Cherish the work of those with The Pretty Me Tea Society

Published 4:29 pm Friday, December 6, 2019

Saturday, The Pretty Me Tea Society will hold its annual Ball, and like both others I’ve attended and to which I proudly belong, it will be magical.

Under the leadership of its remarkable founder, Hope Evans, it will present 11 of our girls to Vicksburg with a practiced critical intelligence, a collaborative work ethic and a lifetime of cultural habits and pursuits, this last of which is the contribution of our own Debra Franco whose own love of the arts is now transformed into their own.

Long before debutante balls and presentations become part of their expectations, these young women will have become practiced in the habits and lifestyles that then become the communities we want.

Email newsletter signup

Sign up for The Vicksburg Post's free newsletters

Check which newsletters you would like to receive
  • Vicksburg News: Sent daily at 5 am
  • Vicksburg Sports: Sent daily at 10 am
  • Vicksburg Living: Sent on 15th of each month

Hope loves tea parties and has or hosts them where she lives. She owns an exquisite collection of teapots and sets all her own. And she passes this love on, not just in practice, but in habit too; not just in being, but in becoming as well. Many of the young girls she mentors have no other place than this to live apart from fast food and videos. Many have no practice in being served or serving others. You cannot do what you do not know. So in this void steps Hope, by name and otherwise.

You can’t imagine the fun I had eating out in public when I first found out that the proper and correct way to eat asparagus is with your fingers. While all the other “culturally deprived” folk in the restaurant around me were using knives and forks. It’s true. Look it up.

Some friends and I would go out and do this all the time. And I don’t even like asparagus. But the looks were worth the money.

Still, we value culture for a reason. It enables us to interact — and act together without assumed superiority or presumed inferiority. It makes our friends our peers. It puts us all on equal footing. It’s easy then to work together.

Teatime is like that. It invites collaboration over which disagreements may be settled or even sometimes sharpened. It invites laughter and discussion even in the disagreements. Its background is always beautiful. It’s always of the arts.

That’s what Hope and Debra are doing for these girls. Hope singularly finances the activities of her girls. She crowns them with tiaras, symbols of their grace and womanhood in a world largely indifferent to them. Debra gives them movements of grace and music that go with it. And conversation comes so readily with tea.

The Pretty Me Tea Society does all of these good things. And it does it for children, for girls, normally without access to any of those things.

Saturday those young ladies will be escorted by young men who are beginning to know their value, learning to treasure it, and seek it out.

Honored by parents and grandparents and Mayor George Flaggs Jr. as well. And Saturday by all of us.

 

Yolande Robbins is a community columnist for The Vicksburg Post.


• _WHAT YOU HAVE TO DO_: The lines to return are those below that contain the word "Double".

(Items from an interface collection)

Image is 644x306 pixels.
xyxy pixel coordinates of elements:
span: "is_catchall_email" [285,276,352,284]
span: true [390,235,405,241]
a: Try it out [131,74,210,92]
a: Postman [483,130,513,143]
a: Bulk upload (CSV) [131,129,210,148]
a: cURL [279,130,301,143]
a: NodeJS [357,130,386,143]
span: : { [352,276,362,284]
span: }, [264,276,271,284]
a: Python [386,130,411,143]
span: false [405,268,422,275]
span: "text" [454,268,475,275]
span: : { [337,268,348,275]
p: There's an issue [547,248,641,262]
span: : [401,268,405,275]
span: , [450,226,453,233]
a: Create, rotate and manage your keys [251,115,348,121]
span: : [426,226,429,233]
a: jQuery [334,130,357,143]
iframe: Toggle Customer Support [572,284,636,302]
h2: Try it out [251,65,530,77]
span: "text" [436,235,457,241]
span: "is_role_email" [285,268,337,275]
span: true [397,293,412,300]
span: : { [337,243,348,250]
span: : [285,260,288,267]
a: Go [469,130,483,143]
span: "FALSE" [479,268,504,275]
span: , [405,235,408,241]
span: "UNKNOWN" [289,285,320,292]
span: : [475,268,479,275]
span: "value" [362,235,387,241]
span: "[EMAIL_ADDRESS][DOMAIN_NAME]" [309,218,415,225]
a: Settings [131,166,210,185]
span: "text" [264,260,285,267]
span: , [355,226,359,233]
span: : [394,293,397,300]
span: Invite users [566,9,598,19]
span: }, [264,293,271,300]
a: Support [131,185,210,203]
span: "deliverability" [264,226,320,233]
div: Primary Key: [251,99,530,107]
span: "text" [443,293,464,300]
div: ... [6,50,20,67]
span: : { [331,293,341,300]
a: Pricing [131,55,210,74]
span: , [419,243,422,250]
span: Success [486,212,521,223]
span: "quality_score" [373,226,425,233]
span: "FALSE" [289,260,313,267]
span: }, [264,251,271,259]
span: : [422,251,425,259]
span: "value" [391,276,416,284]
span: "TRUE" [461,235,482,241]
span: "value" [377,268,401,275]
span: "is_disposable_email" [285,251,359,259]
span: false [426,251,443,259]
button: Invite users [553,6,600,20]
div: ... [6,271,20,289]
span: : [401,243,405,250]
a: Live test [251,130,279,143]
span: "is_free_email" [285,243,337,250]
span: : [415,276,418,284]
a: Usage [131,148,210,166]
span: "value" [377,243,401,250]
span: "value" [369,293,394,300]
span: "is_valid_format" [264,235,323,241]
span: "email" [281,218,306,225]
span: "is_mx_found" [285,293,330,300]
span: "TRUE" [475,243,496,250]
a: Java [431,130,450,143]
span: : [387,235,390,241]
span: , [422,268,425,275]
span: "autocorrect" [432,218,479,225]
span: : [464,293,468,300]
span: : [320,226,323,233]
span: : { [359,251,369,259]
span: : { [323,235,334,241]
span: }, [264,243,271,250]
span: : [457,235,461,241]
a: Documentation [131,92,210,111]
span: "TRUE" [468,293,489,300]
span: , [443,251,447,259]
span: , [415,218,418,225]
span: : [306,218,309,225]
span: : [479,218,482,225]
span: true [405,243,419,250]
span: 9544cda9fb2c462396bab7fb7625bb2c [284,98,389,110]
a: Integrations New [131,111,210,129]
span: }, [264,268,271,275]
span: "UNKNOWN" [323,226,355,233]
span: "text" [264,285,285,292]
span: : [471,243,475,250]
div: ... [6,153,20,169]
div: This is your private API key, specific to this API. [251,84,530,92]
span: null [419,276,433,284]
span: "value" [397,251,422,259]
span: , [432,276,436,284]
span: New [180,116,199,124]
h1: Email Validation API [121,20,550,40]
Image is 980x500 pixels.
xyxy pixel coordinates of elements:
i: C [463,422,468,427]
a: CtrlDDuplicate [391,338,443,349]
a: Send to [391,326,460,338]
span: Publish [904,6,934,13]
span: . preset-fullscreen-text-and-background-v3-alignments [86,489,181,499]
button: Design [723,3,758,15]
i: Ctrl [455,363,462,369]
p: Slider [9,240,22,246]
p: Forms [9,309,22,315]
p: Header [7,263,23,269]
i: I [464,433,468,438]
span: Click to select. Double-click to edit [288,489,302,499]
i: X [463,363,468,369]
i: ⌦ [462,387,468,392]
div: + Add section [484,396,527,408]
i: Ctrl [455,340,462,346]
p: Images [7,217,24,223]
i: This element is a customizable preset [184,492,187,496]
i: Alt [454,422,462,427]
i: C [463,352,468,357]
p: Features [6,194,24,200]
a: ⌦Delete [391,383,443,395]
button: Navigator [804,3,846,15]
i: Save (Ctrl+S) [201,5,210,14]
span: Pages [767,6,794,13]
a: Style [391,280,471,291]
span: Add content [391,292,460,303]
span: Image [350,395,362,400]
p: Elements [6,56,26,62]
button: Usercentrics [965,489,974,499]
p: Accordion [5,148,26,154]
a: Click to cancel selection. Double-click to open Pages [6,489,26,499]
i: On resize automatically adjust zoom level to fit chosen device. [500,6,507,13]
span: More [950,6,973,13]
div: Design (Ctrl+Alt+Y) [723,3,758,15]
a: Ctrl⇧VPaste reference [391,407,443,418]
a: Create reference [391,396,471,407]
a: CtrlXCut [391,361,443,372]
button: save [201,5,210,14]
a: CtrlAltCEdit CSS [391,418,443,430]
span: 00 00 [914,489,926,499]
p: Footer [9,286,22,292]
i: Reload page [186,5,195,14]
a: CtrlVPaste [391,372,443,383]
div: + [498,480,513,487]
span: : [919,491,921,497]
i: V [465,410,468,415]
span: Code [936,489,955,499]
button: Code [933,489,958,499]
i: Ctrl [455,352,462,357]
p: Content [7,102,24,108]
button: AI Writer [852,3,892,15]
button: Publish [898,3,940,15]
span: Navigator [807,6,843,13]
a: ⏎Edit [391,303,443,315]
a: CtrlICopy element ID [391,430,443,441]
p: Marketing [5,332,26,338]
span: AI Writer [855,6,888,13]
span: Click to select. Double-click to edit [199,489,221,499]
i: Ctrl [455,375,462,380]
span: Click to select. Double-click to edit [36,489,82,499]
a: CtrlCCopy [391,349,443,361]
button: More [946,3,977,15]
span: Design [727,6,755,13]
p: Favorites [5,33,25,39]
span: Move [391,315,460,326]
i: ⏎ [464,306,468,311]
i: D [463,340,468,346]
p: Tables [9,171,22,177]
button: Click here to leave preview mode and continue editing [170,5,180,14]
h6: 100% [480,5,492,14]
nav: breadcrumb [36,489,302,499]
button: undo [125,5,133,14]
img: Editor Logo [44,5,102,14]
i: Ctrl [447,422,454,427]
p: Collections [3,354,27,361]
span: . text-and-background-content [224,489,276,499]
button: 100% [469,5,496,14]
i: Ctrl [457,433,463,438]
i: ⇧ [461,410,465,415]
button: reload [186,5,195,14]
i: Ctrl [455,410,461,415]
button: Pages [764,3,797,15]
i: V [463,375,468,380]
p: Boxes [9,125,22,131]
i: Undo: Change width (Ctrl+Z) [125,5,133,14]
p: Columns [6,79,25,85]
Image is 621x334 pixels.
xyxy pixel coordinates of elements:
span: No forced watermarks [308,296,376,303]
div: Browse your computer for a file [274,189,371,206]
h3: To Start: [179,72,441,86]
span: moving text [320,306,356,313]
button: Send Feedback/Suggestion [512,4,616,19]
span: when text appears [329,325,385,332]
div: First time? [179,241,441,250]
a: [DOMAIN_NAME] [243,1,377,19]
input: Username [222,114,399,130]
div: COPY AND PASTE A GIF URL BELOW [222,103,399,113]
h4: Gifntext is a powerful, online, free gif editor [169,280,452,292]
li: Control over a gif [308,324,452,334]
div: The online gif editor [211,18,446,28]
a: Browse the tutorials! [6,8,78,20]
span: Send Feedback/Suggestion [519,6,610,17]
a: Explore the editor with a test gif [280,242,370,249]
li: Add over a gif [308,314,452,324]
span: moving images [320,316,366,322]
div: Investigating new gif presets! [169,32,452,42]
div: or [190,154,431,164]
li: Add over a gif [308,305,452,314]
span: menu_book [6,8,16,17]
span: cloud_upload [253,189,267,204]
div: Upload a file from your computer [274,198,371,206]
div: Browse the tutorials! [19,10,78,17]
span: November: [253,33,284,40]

• _RESULT FOR THIS TASK_:
span: Click to select. Double-click to edit [288,489,302,499]
a: Click to cancel selection. Double-click to open Pages [6,489,26,499]
span: Click to select. Double-click to edit [199,489,221,499]
span: Click to select. Double-click to edit [36,489,82,499]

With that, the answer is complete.